Repeatedly he started a new page—in November 1665, in May 1666, and in October 1666—in order to essay a system of propositions needed “to resolve Problems by motion.”34 On his last attempt he produced a tract of twenty-four pages, on eight sheets of paper folded and stitched together. He considered points moving toward the centers of circles; points moving parallel to one another; points moving “angularly” or “circularly”—this language was unsettled—and points moving along lines that intersected planes. A variable representing time underlay his equations—time as an absolute background for motion. When velocity changed, he imagined it changing smoothly and continuously—across infinitesimal moments, represented by that o. He issued himself instructions:
Set all the termes on one side of the Equation that they become equall to nothing. And first multiply each terme by so many times as x hath dimensions in the terme. Secondly multiply each term by so many times
… & if there bee still more unknowne quantitys doe like to every unknowne quantity.35
Time was a flowing thing. In terms of velocity, position was a function of time. But in terms of acceleration, velocity was itself a function of time. Newton made up his own notation, with combinations of superscript dots, and vocabulary, calling these functions “fluents” and “fluxions”: flowing quantities and rates of change. He wrote it all several times but never quite finished.

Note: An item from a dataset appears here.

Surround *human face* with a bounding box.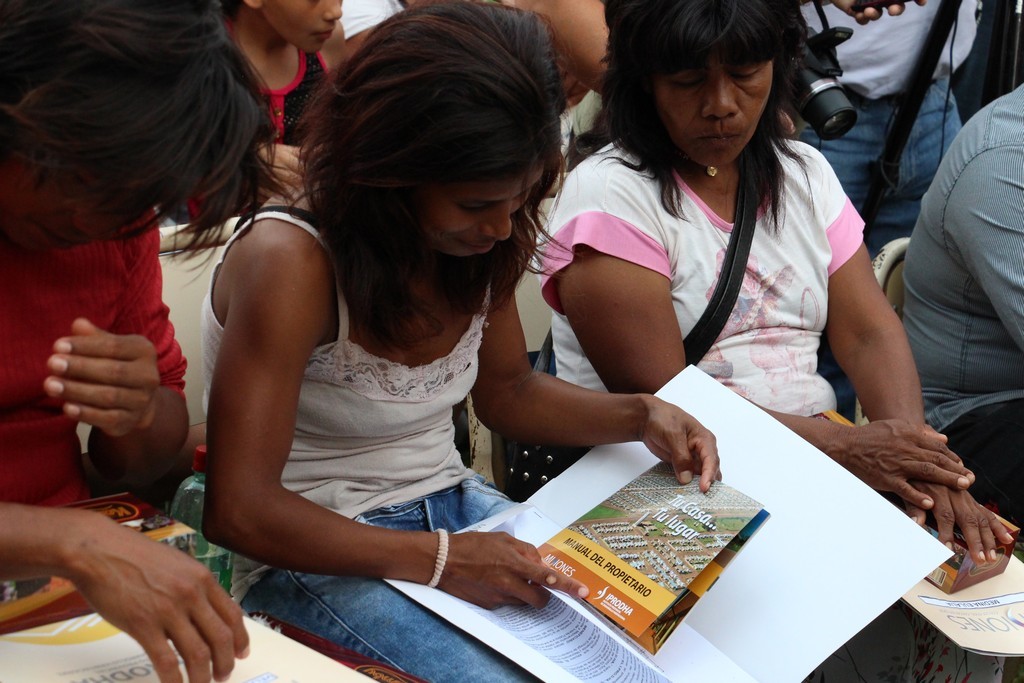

In creating this mathematics Newton embraced a paradox. He believed in a discrete universe. He believed in atoms, small but ultimately indivisible—not infinitesimal. Yet he built a mathematical framework that was not discrete but continuous, based on a geometry of lines and smoothly changing curves. “All is flux, nothing stays still,” Heraclitus had said two millennia before. “Nothing endures but change.” But this state of being—in flow, in change—defied mathematics then and afterward. Philosophers could barely observe continuous change, much less classify it and gauge it, until now. It was nature’s destiny now to be mathematized. Henceforth space would have dimension and measure; motion would be subject to geometry.36
Far away across the country multitudes were dying in fire and plague. Numerologists had warned that 1666 would be the Year of the Beast. Most of London lay in black ruins: fire had begun in a bakery, spread in the dry wind across thatch-roofed houses, and blazed out of control for four days and four nights. The new king, Charles II—having survived his father’s beheading and his own fugitive years, and having outlasted the Lord Protector, Cromwell—fled London with his court. Here at Woolsthorpe the night was strewn with stars, the moon cast its light through the apple trees, and the day’s sun and shadows carved their familiar pathways across the wall. Newton understood now: the projection of curves onto flat planes; the angles in three dimensions, changing slightly each day. He saw an orderly landscape. Its inhabitants were not static objects; they were patterns, process and change.
What he wrote, he wrote for himself alone. He had no reason to tell anyone. He was twenty-four and he had made tools.